A relatively simple and inexpensive method may be used to determine whether a lung cancer patient is a candidate for crizotinib therapy, according to research published in the August issue of the Journal of Thoracic Oncology, the official monthly journal of the International Association for the Study of Lung Cancer (IASLC).
Lung cancer patients with ALK rearrangement have been found to respond well to crizotinib, an ALK inhibitor currently in clinical trials. Fluorescence in situ hybridization (FISH) has been considered the gold standard method for detecting ALK rearrangement.
"However, FISH requires a fluorescence microscope, and the signals are labile and rapidly fade over time," researchers wrote in the study, led by Jin-Haeng Chung, M.D., Ph.D., of Seoul National University Bundang Hospital in South Korea.
Researchers compared ALK rearrangement assessments using FISH and a newly developed method called chromogenic in situ hybridization (CISH).
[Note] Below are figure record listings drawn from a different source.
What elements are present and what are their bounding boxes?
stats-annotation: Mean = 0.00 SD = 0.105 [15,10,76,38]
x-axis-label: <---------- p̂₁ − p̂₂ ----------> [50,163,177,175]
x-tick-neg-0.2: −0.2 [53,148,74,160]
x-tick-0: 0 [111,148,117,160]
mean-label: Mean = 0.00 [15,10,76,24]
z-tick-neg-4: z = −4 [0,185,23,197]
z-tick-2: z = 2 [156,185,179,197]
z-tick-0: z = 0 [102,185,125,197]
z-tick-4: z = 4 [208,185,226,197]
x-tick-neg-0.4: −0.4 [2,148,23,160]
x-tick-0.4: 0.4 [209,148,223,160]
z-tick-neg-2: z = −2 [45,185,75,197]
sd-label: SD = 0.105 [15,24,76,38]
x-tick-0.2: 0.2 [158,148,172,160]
CISH allows detection of gene copy status using a conventional peroxidase-base reaction and standard bright field light microscope.
Out of a total 465 non-small cell lung cancer samples, ALK rearrangement was assessed using CISH in 449 patients (96.6%) and ALK rearrangement was identified in 18 patients (4%). Using FISH, ALK rearrangement was assessed in 453 patients (97.4%); ALK rearrangement was identified in 19 patients (4.2%). Among these cases, 443 cases (95.3%) had results matching the corresponding FISH results: 17 rearranged, 425 wild types, and 1 discordant case.
"There was high concordance in the assessment of ALK gene rearrangement between FISH and CISH techniques," researchers wrote.